Yes, but that’s always going to be the case. But this new wrinkle, which I’m not at liberty to try to attempt to describe because I really won’t know what we’re looking at until a few days into it at least … that’s what’s got me going right now. The premise that we’re working with is that when most people go to a show, they’re not really watching what’s going on onstage. They may be watching what’s on the screen. But when the songs are playing in their mind’s eye, they’re actually watching a movie. They’re watching the movie the song the character in the song is delivering. They’re watching a movie on the big screen in their head. We’re going to try to play to that.
What older songs have you found unexpected new wrinkles in?
Mayer particularly loves “Althea.” Now, we had a good time with “Althea” back when Jerry was around, but [Mayer’s] fascination for the song exceeds mine.
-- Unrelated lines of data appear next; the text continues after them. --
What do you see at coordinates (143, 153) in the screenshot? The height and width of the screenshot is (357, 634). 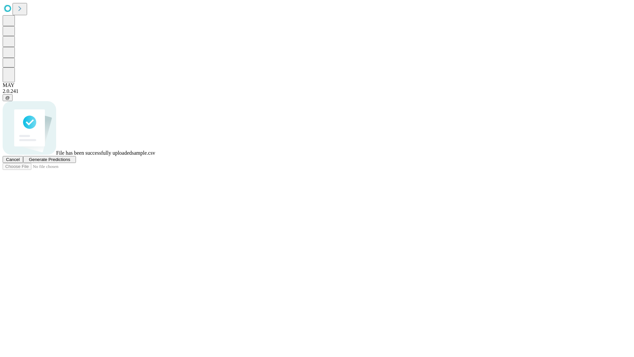 I see `span: sample.csv` at bounding box center [143, 153]. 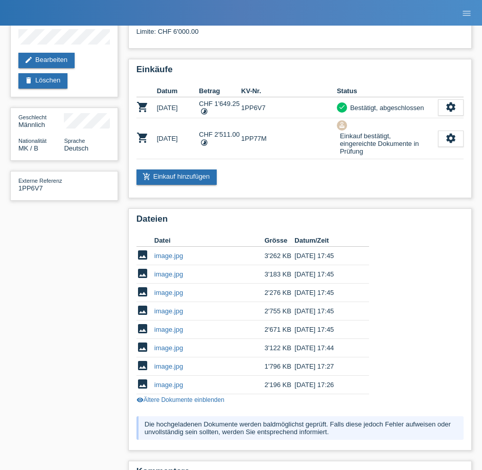 I want to click on th: KV-Nr., so click(x=289, y=91).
But, standing right next to him when we’re playing it, I’m getting a bit more a shower of sparks when we play the song that takes it to another level.
It seems like Mayer’s really a student of older Dead recordings. Does he ask you about older shows?
Oh, yeah, he bugs me about that stuff all the time.
Do you ever end up listening to older recordings?
Not very often, but in rehearsal, and sometimes during soundchecks, if we want a reference point arrangement-wise we often do that. My model for how to work this material is for everybody to be fluent with the most recent iteration of the tune that we did until 1995 [when Jerry Garcia died]. “Eyes of the World,” for instance. I think that people should go back and listen to earlier versions, but we like people to hear where it was when we left it when we were playing with Jerry. And [tell them that] as soon as they do that, to not do that again. As soon as they can do that, usually in the rehearsal or in soundcheck, then the song is free to go wherever it wants.
What do you remember about that spring ’77 tour and the Cornell show?
For me it was just another tour. I remember feeling like we were hot back when were doing it. But, for instance, that Cornell show that that people talk about, I can’t remember that specifically. It didn’t stand out for me on that tour. The whole tour was like that for me. I think that show became notable because there was a particularly good audience tape made of it. And that got around. I think it was the quality of the recording was good and the guy’s location was excellent. And whoever it was that made that recording made every attempt to get it out there so that people could hear it. [Laughs] And he was wildly successful at that. So it became a very famous show for us. But at the time it was just another show, and the whole tour was pretty much the same quality for me.
Part of the lore is that the reason that ’77 tour was so tight is because you’d just recorded Terrapin Station with [Fleetwood Mac producer] Keith Olsen and he thought you were too loose and cracked the whip to make you practice.
I’m not sure that he cracked the whip so much as it being apparent when we were working with [him], just getting across to him what the songs were about, that we had to tighten them up. At the same time, we spent a lot of time – more than we normally did – in rehearsal, getting the songs ready. And so the upshot of all that is were playing a lot. As I recall, we didn’t even finish the record before we hit the road again.
How much of the Deadhead culture did you notice emerging around that tour?
It began to dawn on us that people were regarding this as more than another band, that there was something else happening that was sort of overlooked. That was right around the time we had to deal with tapers, for instance. We’d just signed with Arista, the record company. Arista was freaking about the phenomenon of tapers showing up at our shows. They were insisting that we put an end to this. And we just didn’t want to do that. We didn’t feel comfortable doing that, so we didn’t. [Laughs] And through simple benign neglect we get credit for inventing viral marketing.